Johan Josef Zoffany’s 1771 portrait of George III reflects at once his aspiration to be a patriot king and the discord eroding the unity of his empire. The oil painting is so unlike any previous royal portrait that it created a sensation when it was first displayed. Never before had a British monarch been portrayed in such an informal manner. The setting, with its elaborate gilded table topped with marble and a finely upholstered chair, is elegant, but not regal. A tricorn hat and sword take the place of the crown and scepter usually depicted in royal portraits. Zoffany portrayed the king as a self-confident, untroubled man, at ease in his role. He looks relaxed and resolute. His right arm rests casually on the arm of the chair. His left hand rests on his thigh, pointed in the direction he is looking, out of the frame to the viewer’s right.
Despite the portrait’s air of elegant informality, no contemporary viewer could have confused the sitter with a country squire. He wears a military officer’s coat and the sash and star of the Order of the Garter, England’s highest order of chivalry, in which membership was limited to the sovereign and twenty-four companions chosen by the king. The garter below his left knee is part of the order’s insignia, and bears the motto “Honi soit qui mal y pense,” meaning “Shame on him who thinks ill of it.” Membership in the order was the highest of the many honors at the king’s disposal.
By emphasizing the king’s role as head of the order, the portrait appealed to a very traditional idea of the king unifying the realm by drawing the landed aristocracy together under his leadership through the distribution of honors. Despite his determination to promote the best interests of all his subjects, the king had no clear conception of how to deal with the changing and increasingly fractious—and even rebellious—nature of popular politics and its leaders. Fueled by an increasing volume of pamphlets, leaflets, broadsides and inexpensive news sheets, often scurrilous and filled with invective, the political world of the coffee houses and the streets was increasingly remote from the aristocrats upon whom the king relied and through whom he sought to maintain harmony in his realm. Its leaders, whether in London or Boston, had little regard for honors bestowed at court. They operated outside the traditional structure of political power, in which order was maintained through the distribution of offices, sinecures and favors through networks associated with aristocrats.

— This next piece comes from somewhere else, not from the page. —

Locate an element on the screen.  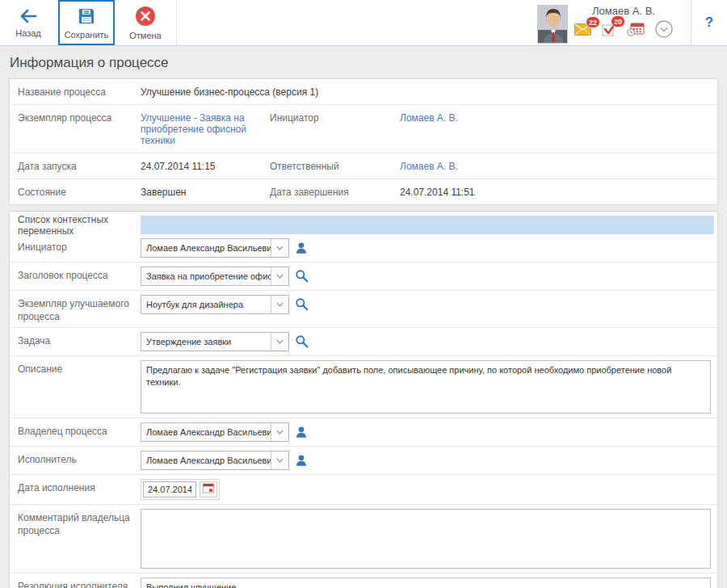
section-header: Список контекстных переменных is located at coordinates (364, 223).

In 1771, the most prominent popular leader of this sort was John Wilkes, a daring political writer and politician whose attacks on the king’s ministers had undermined George III’s posture as a patriot king for nearly a decade. Wilkes was elected to parliament from Buckinghamshire in 1757. When George III installed Lord Bute as prime minister in 1762, Wilkes launched a campaign of invective against his ministry. Wilkes was arrested in 1763 under a general warrant for attacking the king’s speech on peace with France in his newspaper, The North Briton. After his release Wilkes fled to France, was expelled from the House of Commons and was outlawed for publishing libels.

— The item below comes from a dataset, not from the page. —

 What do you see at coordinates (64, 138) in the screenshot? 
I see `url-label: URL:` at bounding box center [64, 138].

At the height of the controversy, William Hogarth published an unflattering caricature of Wilkes, depicting him as a leering emblem of licentiousness and political discord with his inflammatory news sheets at his side and holding a staff topped with a liberty cap. (The version shown here, published by Hogarth in 1763, is from the collections of the National Portrait Gallery, London.) Though intended to ridicule Wilkes, the print was taken up by his supporters as a symbol of their idol. It even even appeared on punch bowls and other commemorative items celebrating the radical politician who had stood up to the king’s ministers. Wilkes returned from France in 1768 and resumed his popular agitation. In 1769 he and his associates formed the Society of Gentlemen Supporters of the Bill of Rights, which published a manifesto in 1771 calling for annual parliaments, electoral reforms, the “full and equal representation of the people,” the abolition of all excise taxes and the end to all taxation of the American colonies without the colonists’ consent.

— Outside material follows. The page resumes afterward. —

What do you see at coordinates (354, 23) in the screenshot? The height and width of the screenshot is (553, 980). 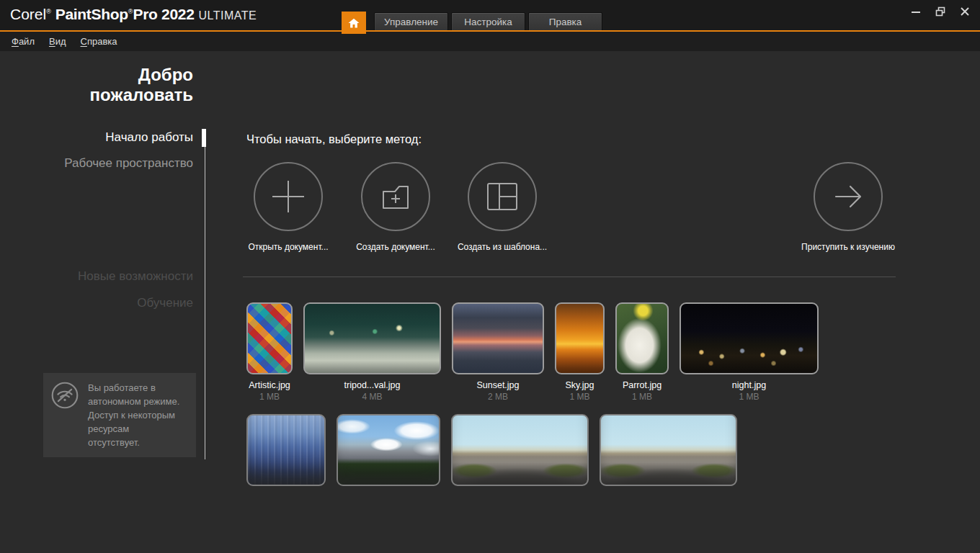 I see `tab-home` at bounding box center [354, 23].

Zoffany’s extraordinary portrait of George III claimed for the king the populist role occupied by Wilkes by appropriating the very pose—seated, legs splayed, left hand resting on the subject’s left thigh, and face turned to the viewer’s right—Hogarth had used in his famous caricature of Wilkes. In place of Wilkes’ pen and inflammatory news sheets, Zoffany placed the king’s hat and sword, which the self-assured king, in his military attire, was prepared to take up in defense of the realm. In place of the leering, licentious Wilkes, the symbol of discord and faction, Zoffany presented George III as a patriot king.